“You can stop calling, Milayna. He doesn’t have his phone with him,” Mrs. Roberts said on the other end of the line.
“Oh.” Several moments of silence stretched between us before I said, “Have you heard anything?”
“No.” She started to cry.
“I’m so sorry.” My voice was thick around the huge lump in my throat.
She clicked off the line. The last thing I heard was a mother’s sobs over her missing son.
***
I’m sitting on the swing on our back deck. The same swing Chay and I sat on together hundreds of times. I sway slowly, waiting for him. He jumps the back fence, and I smile.
“Hi,” he says, jogging up the deck stairs. Bending down, he kisses me before sitting next to me. He threads our fingers together, smiling.
“Hey,” I say. “I wondered when you’d get here. What took you so long?”
“There was something I had to do first,” he answers.
“Well, I’m glad you’re here now.” I lay my head on the back of the swing and watch the sun slowly creep below the horizon. The sky is painted in shades of orange and yellow as the last rays shine through the puffy, white clouds. “Pretty.”
“Yeah,” he answers with a squeeze of my hand. “I love you, Milayna. Always remember that.”
Turning to look at him, I watch as he slowly fades away. I look down where our hands are intertwined. I don’t see his hand, but a sickly gray one with long, black nails. I look up. A demon sits next to me, smiling a grotesque smile. Razor-like teeth hanging below its lip.
“He warned you he’d take away the ones you loved,” the demon hisses.
I sat up in bed, screaming. Muriel jumped out of her bed and hurried to me. “Milayna? It was just a dream,” she said, her voice soft and soothing.
My parents ran into the room. My mom sat on the edge of the bed, pushing the hair out of my face. “Another nightmare?”
I nodded my head, hot tears burning my eyes.
My mom lay down next to me and wrapped me in her arms. I closed my eyes, but I still saw images of Chay disappearing and a demon taking his place, so I kept my eyes open. I didn’t go back to sleep. Lying in the dark, I wondered where Chay was. What he was doing. If he was okay.
It’d been a week and no one had heard from him.
***
Two weeks. Still no word from Chay and no new visions of someone trying to kill me. I wouldn’t admit to myself that the visions stopping had anything to do with Chay’s disappearance. It was just a coincidence. That was all.
“Mil-lay-na,” Friendly called. I hadn’t seen the hobgoblins since before Chay left. I’d hoped they were gone for good. I should have known better. Until Abaddon was out of my life, the hobgoblins would be around.
With a sigh, I walked outside. “What do you want?”
“Nice digs,” Scarface said with a scowl.
My family and I had finally moved out of Muriel’s and rented a small house just a few doors down from our old one. We were close enough to oversee construction on our new house, but we had our own home—no more sharing a room with Muriel or fighting for bathroom time. But I still didn’t have my own room, not really. Since the night Edward tried to throw him into the pit with the demon, Ben had slept with me. He had nightmares nightly of demons and a glowing hole. I understood his nightmares, so I let him stay in my room.
“Thanks, but somehow, I don’t think you’re here to talk about my living arrangements.”
“Abaddon’s pissed.”
“And I care why?”
“You aren’t supposed to be alive.” Scarface scowled.
I shrugged a shoulder. “Sorry to disappoint.”
“Where’s Chay?” Friendly asked.
“Home.”
“No, no, no,” he said in his girly voice. “We’ve been watching. He’s not there.”
“Why have you been watching?”
“He is mad at him.” From the hushed tone the goblin used, I knew who ‘he’ was.
“Why is Abaddon mad at Chay?”
“He didn’t do what he was told,” Scarface growled.
So Abaddon was behind Chay’s visions after all.
“Chay was stronger than Abaddon’s spells.” I laughed. “Abaddon must really hate that.”
“No, Chay isn’t stronger.”
“No? Then what?”
“Love.” Friendly giggled, clapping his hands together and squeezing them so hard his fingertips bulged.
I tilted my head to the side. “Why’d Abaddon pick Chay then?”
“Abaddon didn’t pick him,” Friendly said. “He picked the other one.”
“Who’s the other one?” Generally, the hobgoblins were confusing. They talked in circles, using riddles, and never gave a straight answer. But at that moment, they were even more so. My head hurt, and my convo with the red munchkins from Hell wasn’t helping.
“That’s no fun. You have to figure that out yourself.”
“So… why did the other one pick Chay?”
“Stupid question, Milayna,” Scarface taunted.
Because I trusted him. He was someone I’d never see coming.
“Because the other one couldn’t do it,” Friendly sang, dancing around my feet.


Your objective. Please give back each entry below unaltered, leaving the pictures out.
Given data Start Marker
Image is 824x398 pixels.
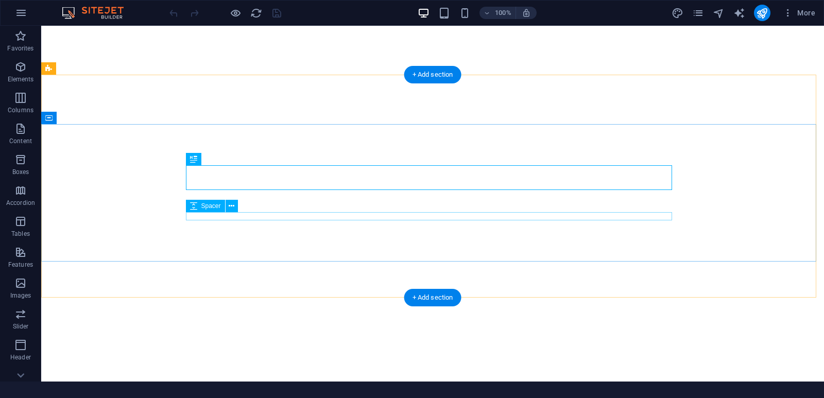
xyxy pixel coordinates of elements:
i: AI Writer [733,7,745,19]
p: Images [10,291,31,300]
i: Navigator [713,7,724,19]
img: Editor Logo [59,7,136,19]
p: Favorites [7,44,33,53]
p: Columns [8,106,33,114]
button: navigator [713,7,725,19]
i: On resize automatically adjust zoom level to fit chosen device. [522,8,531,18]
p: Accordion [6,199,35,207]
button: reload [250,7,262,19]
i: Reload page [250,7,262,19]
p: Content [9,137,32,145]
span: More [783,8,815,18]
i: Design (Ctrl+Alt+Y) [671,7,683,19]
p: Header [10,353,31,361]
button: pages [692,7,704,19]
button: text_generator [733,7,746,19]
i: Pages (Ctrl+Alt+S) [692,7,704,19]
p: Features [8,261,33,269]
span: Spacer [201,203,221,209]
button: design [671,7,684,19]
button: publish [754,5,770,21]
div: + Add section [404,66,461,83]
h6: 100% [495,7,511,19]
p: Slider [13,322,29,331]
button: More [779,5,819,21]
i: Publish [756,7,768,19]
p: Tables [11,230,30,238]
div: + Add section [404,289,461,306]
p: Elements [8,75,34,83]
p: Boxes [12,168,29,176]
button: 100% [479,7,516,19]
button: Click here to leave preview mode and continue editing [229,7,241,19]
Given data End Marker
Task response.
Image is 824x398 pixels.
xyxy pixel coordinates of elements:
i: AI Writer [733,7,745,19]
p: Images [10,291,31,300]
i: Navigator [713,7,724,19]
img: Editor Logo [59,7,136,19]
p: Favorites [7,44,33,53]
p: Columns [8,106,33,114]
button: navigator [713,7,725,19]
i: On resize automatically adjust zoom level to fit chosen device. [522,8,531,18]
p: Accordion [6,199,35,207]
button: reload [250,7,262,19]
i: Reload page [250,7,262,19]
p: Content [9,137,32,145]
span: More [783,8,815,18]
i: Design (Ctrl+Alt+Y) [671,7,683,19]
p: Header [10,353,31,361]
button: pages [692,7,704,19]
button: text_generator [733,7,746,19]
i: Pages (Ctrl+Alt+S) [692,7,704,19]
p: Features [8,261,33,269]
span: Spacer [201,203,221,209]
button: design [671,7,684,19]
button: publish [754,5,770,21]
div: + Add section [404,66,461,83]
h6: 100% [495,7,511,19]
p: Slider [13,322,29,331]
button: More [779,5,819,21]
i: Publish [756,7,768,19]
p: Tables [11,230,30,238]
div: + Add section [404,289,461,306]
p: Elements [8,75,34,83]
p: Boxes [12,168,29,176]
button: 100% [479,7,516,19]
button: Click here to leave preview mode and continue editing [229,7,241,19]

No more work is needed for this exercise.